IFDB is very comprehensive for games, but it doesn't try to cover interpreters, zines, articles, or the rest of the eclectic material which the Archive has collected over the decades. Google is still okay for this purpose (with the "search web" option and site:ifarchive.org). But the idea of a locally hosted search tool kept coming up.

Last weekend I finally said, "Eh, how hard could this be?" Answer: not hard at all! I had a first draft working in about two days. Don't I feel silly now?

Behold: the IF Archive search page.


A few days ago, Kate Willaert wrote:

As much as I love the word "Metroidvania," I dislike people calling these games Metroidbrainias because it makes it sound like their root is in Metroid games when they're just standard Adventure games in real-time. But Adventure is now obscure compared to Metroid, so we have to say it's that? [...] Although I completely admit I might be misunderstanding some essential component of what classifies a thing as a MetroidBrainia. Perhaps the first one would be MYST, which you can beat in 5 minutes if you already have all the knowledge? -- @katewillaert.bsky.social, April 7

Kicking at fuzzy genre boundaries is one of my favorite things in the world, and indeed I had some thoughts there! Let me expand them into a blog post.

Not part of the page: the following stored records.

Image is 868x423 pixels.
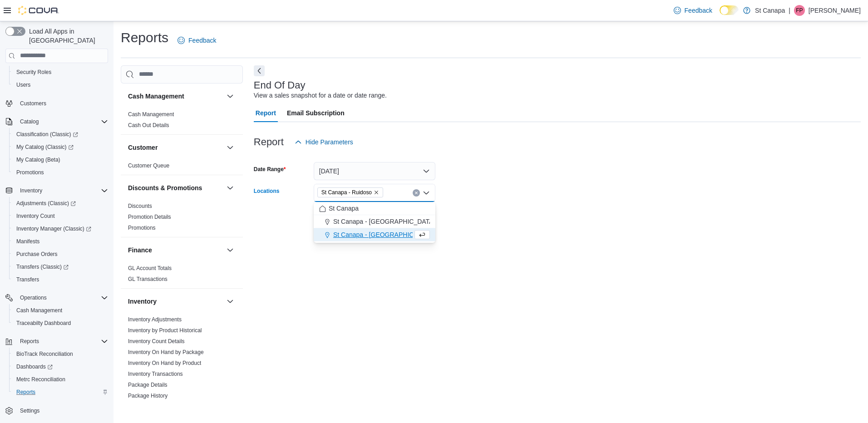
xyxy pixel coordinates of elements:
button: St Canapa - [GEOGRAPHIC_DATA][PERSON_NAME] [314,228,435,242]
span: Customers [19,99,47,107]
a: Inventory Manager (Classic) [9,222,112,235]
span: Users [17,81,30,89]
button: Finance [225,245,236,255]
span: Catalog [17,116,108,127]
span: Classification (Classic) [17,131,78,138]
span: Cash Out Details [128,122,170,129]
a: Reports [13,387,39,398]
button: Catalog [2,115,112,128]
span: Operations [19,294,47,301]
a: Classification (Classic) [13,129,82,139]
span: Adjustments (Classic) [13,198,108,209]
span: Transfers [13,274,108,286]
a: GL Account Totals [128,265,171,272]
span: Inventory On Hand by Package [128,349,204,356]
span: Settings [19,407,40,414]
a: Settings [17,405,43,416]
button: Metrc Reconciliation [9,373,112,386]
button: Discounts & Promotions [225,182,236,193]
button: My Catalog (Beta) [9,153,112,167]
a: My Catalog (Beta) [13,154,64,166]
span: St Canapa - Ruidoso [318,187,383,198]
button: Users [9,79,112,92]
div: Customer [121,160,243,174]
button: Promotions [9,167,112,179]
span: Security Roles [17,68,52,76]
span: Settings [17,405,108,416]
span: Inventory [17,185,108,196]
span: Reports [13,387,108,398]
a: Purchase Orders [13,249,61,259]
a: My Catalog (Classic) [13,141,77,153]
button: Cash Management [9,304,112,317]
a: GL Transactions [128,276,168,283]
span: St Canapa - [GEOGRAPHIC_DATA][PERSON_NAME] [333,230,487,240]
a: Inventory On Hand by Product [128,360,201,366]
a: Inventory Count Details [128,338,185,345]
span: My Catalog (Classic) [13,141,108,153]
span: Inventory by Product Historical [128,327,202,334]
span: Manifests [13,236,108,247]
button: Cash Management [128,92,223,100]
img: Cova [19,6,59,15]
button: Reports [9,386,112,399]
button: Inventory [225,296,236,307]
button: Inventory Count [9,210,112,222]
button: Inventory [2,184,112,197]
span: Inventory Count [17,212,55,219]
span: Promotions [13,167,108,178]
button: BioTrack Reconciliation [9,348,112,361]
button: [DATE] [314,162,435,180]
h3: End Of Day [253,80,306,91]
div: Cash Management [121,109,243,135]
span: Reports [19,338,39,345]
span: Security Roles [13,66,108,78]
span: Customer Queue [128,162,170,170]
button: Discounts & Promotions [128,183,223,193]
a: Cash Management [13,305,66,316]
a: Cash Management [128,111,173,118]
a: Promotions [128,225,156,231]
span: My Catalog (Beta) [17,156,60,164]
span: Inventory Adjustments [128,316,181,324]
h3: Finance [128,246,152,254]
span: My Catalog (Classic) [17,143,73,151]
button: Clear input [412,189,420,197]
a: My Catalog (Classic) [9,140,112,153]
span: Transfers [17,276,39,284]
a: Inventory Manager (Classic) [13,223,94,234]
button: Close list of options [423,189,430,197]
a: Transfers (Classic) [9,260,112,273]
div: View a sales snapshot for a date or date range. [253,91,387,100]
button: Reports [17,336,43,347]
a: Inventory Adjustments [128,317,181,323]
a: Security Roles [13,66,55,78]
a: Adjustments (Classic) [13,198,80,209]
button: Customer [128,143,223,152]
a: Discounts [128,203,152,210]
a: Users [13,80,34,91]
a: Promotion Details [128,213,171,220]
a: Classification (Classic) [9,128,112,140]
span: Hide Parameters [306,137,353,146]
button: Next [253,65,265,76]
span: Feedback [685,6,712,15]
button: Reports [2,335,112,348]
span: Reports [17,389,35,396]
span: Metrc Reconciliation [17,376,65,383]
button: Catalog [17,116,42,127]
label: Date Range [253,166,285,173]
a: Inventory Count [13,211,58,221]
span: Inventory Manager (Classic) [17,225,92,233]
span: Dashboards [17,364,53,370]
span: BioTrack Reconciliation [13,349,108,360]
span: Inventory [19,187,42,194]
span: Adjustments (Classic) [17,200,76,207]
button: Finance [128,246,223,254]
a: Dashboards [13,362,57,372]
span: Feedback [188,36,216,45]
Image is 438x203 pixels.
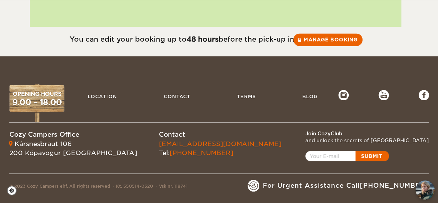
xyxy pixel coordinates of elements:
div: and unlock the secrets of [GEOGRAPHIC_DATA] [305,137,429,144]
span: For Urgent Assistance Call [263,181,429,190]
div: Contact [159,130,282,139]
a: Blog [298,90,321,103]
div: © 2023 Cozy Campers ehf. All rights reserved Kt. 550514-0520 Vsk nr. 118741 [9,183,188,191]
div: You can edit your booking up to before the pick-up in [9,34,422,46]
div: Cozy Campers Office [9,130,137,139]
div: Kársnesbraut 106 200 Kópavogur [GEOGRAPHIC_DATA] [9,139,137,157]
a: Cookie settings [7,185,21,195]
a: Location [84,90,120,103]
a: Manage booking [293,33,363,46]
img: Freyja at Cozy Campers [416,180,435,199]
a: Terms [233,90,259,103]
a: [PHONE_NUMBER] [170,149,233,156]
a: Contact [160,90,194,103]
a: [EMAIL_ADDRESS][DOMAIN_NAME] [159,140,282,147]
div: Join CozyClub [305,130,429,137]
a: [PHONE_NUMBER] [360,181,429,189]
div: Tel: [159,139,282,157]
button: chat-button [416,180,435,199]
a: Open popup [305,151,389,161]
strong: 48 hours [187,35,218,43]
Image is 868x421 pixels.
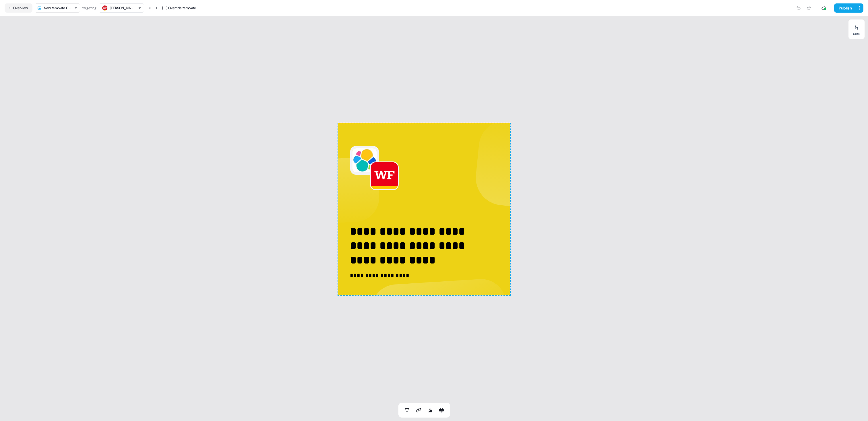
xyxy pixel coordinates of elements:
[111,5,134,11] div: [PERSON_NAME] Fargo
[99,3,144,13] button: [PERSON_NAME] Fargo
[44,5,72,11] div: New template Copy
[5,3,33,13] button: Overview
[82,5,96,11] div: targeting
[834,3,855,13] button: Publish
[848,23,865,36] button: Edits
[169,5,196,11] div: Override template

First up: genre boundaries aren't defined. I mean, they're not created by definitions. It's a "what I mean when I say X" game. No, worse: it's a "what this community means when they say X" game, and who's the community, anyhow? But I'll lay my own tracks; you can decide whether to follow.

I did not play Metroid or Castlevania because I didn't have Nintendo. My first console was a Playstation. Okay, PS1 had Symphony of the Night, but I didn't play that. I played Soul Reaver, which is where I encountered the gameplay model that people would later start calling "metroidvania".


How long will Intel Mac software work?

Wednesday, April 9, 2025   (updated June 11)

Comments: 9   (latest June 11)

Tagged: apple, ios, macos, backwards compatibility

When Apple shipped the first ARM ("Apple Silicon") Macs, they came with Rosetta 2: a tool which allowed existing Intel apps to run on ARM.

One day, Rosetta 2 will go away, and Intel apps will die. (Just like 32-bit apps died in 2019.) When?

This is a boring question. You don't need to read this post. I'm only writing it because I've put together this chart at least twice. Maybe three times. Next time I wonder, I'll just re-read this post.

TLDR: The answer is probably 2028 or 2029.